Most WordPress sites don’t need a “new theme.” They need a cleaner foundation.
When a site isn’t converting, it’s usually one of these: unclear message, messy structure, weak trust, slow load, or a confusing path to action. So before we change colors or layout styles, we fix the basics first.
1) Clarify the offer in one sentence
If your hero headline needs extra explanation, it’s too vague. A visitor should understand what you do and who it’s for within a few seconds.
2) Reduce navigation to what matters
Too many menu items creates hesitation. Keep the nav tight. Put the revenue pages up front. Move non-essential pages to the footer.
3) Choose one primary CTA
One page should push one main action. Call. Quote. Booking. Purchase. When you push three actions at once, you reduce all of them.
4) Fix the “above the fold” trust problem
Most sites hide credibility too far down. Add proof early: a short line of outcomes, a logo strip, a small testimonial, or a clear “why us” section. Keep it factual, not emotional.
5) Make mobile spacing readable
On mobile, tight spacing kills readability. Increase line-height, keep paragraphs short, and don’t stack five small elements in one screen.
6) Clean up headings and section hierarchy
Many WordPress pages look fine but read like a mess. Headings should guide scanning. If a user scrolls fast, the headings alone should still tell the story.
7) Speed hygiene before “optimization”
Start with obvious wins: compress images, remove unused plugins, reduce heavy sliders, and stop loading unnecessary scripts site-wide.
8) Check forms like a customer
Forms should be simple, fast, and confirm submission properly. Broken forms are silent revenue killers.
This is the kind of work we’ll keep documenting here—simple fixes that hold up in real projects.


YOUR INSTRUCTIONS:
Output all of the data exactly, keeping any images out of the copy.
============================================================
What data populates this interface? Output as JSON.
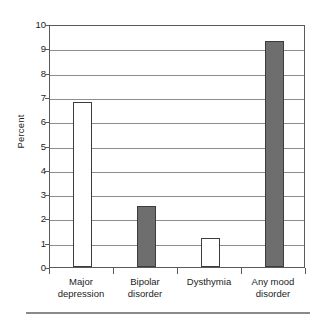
{
  "chart_data": {
    "type": "bar",
    "title": "",
    "xlabel": "",
    "ylabel": "Percent",
    "ylim": [
      0,
      10
    ],
    "ytick_step": 1,
    "grid": true,
    "legend": "none",
    "categories": [
      "Major depression",
      "Bipolar disorder",
      "Dysthymia",
      "Any mood disorder"
    ],
    "category_lines": [
      [
        "Major",
        "depression"
      ],
      [
        "Bipolar",
        "disorder"
      ],
      [
        "Dysthymia",
        ""
      ],
      [
        "Any mood",
        "disorder"
      ]
    ],
    "values": [
      6.8,
      2.5,
      1.2,
      9.3
    ],
    "bar_styles": [
      "hollow",
      "filled",
      "hollow",
      "filled"
    ],
    "ytick_labels": [
      "10",
      "9",
      "8",
      "7",
      "6",
      "5",
      "4",
      "3",
      "2",
      "1",
      "0"
    ],
    "colors": {
      "bar_fill": "#6e6e6e",
      "bar_hollow": "#ffffff",
      "bar_edge": "#3c3c3c",
      "gridline": "#8d8d8d",
      "frame": "#5a5a5a",
      "text": "#1c1c1c",
      "background": "#ffffff"
    }
  }
}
============================================================
SOLUTION TO THIS EXERCISE:
What data populates this interface? Output as JSON.
{
  "chart_data": {
    "type": "bar",
    "title": "",
    "xlabel": "",
    "ylabel": "Percent",
    "ylim": [
      0,
      10
    ],
    "ytick_step": 1,
    "grid": true,
    "legend": "none",
    "categories": [
      "Major depression",
      "Bipolar disorder",
      "Dysthymia",
      "Any mood disorder"
    ],
    "category_lines": [
      [
        "Major",
        "depression"
      ],
      [
        "Bipolar",
        "disorder"
      ],
      [
        "Dysthymia",
        ""
      ],
      [
        "Any mood",
        "disorder"
      ]
    ],
    "values": [
      6.8,
      2.5,
      1.2,
      9.3
    ],
    "bar_styles": [
      "hollow",
      "filled",
      "hollow",
      "filled"
    ],
    "ytick_labels": [
      "10",
      "9",
      "8",
      "7",
      "6",
      "5",
      "4",
      "3",
      "2",
      "1",
      "0"
    ],
    "colors": {
      "bar_fill": "#6e6e6e",
      "bar_hollow": "#ffffff",
      "bar_edge": "#3c3c3c",
      "gridline": "#8d8d8d",
      "frame": "#5a5a5a",
      "text": "#1c1c1c",
      "background": "#ffffff"
    }
  }
}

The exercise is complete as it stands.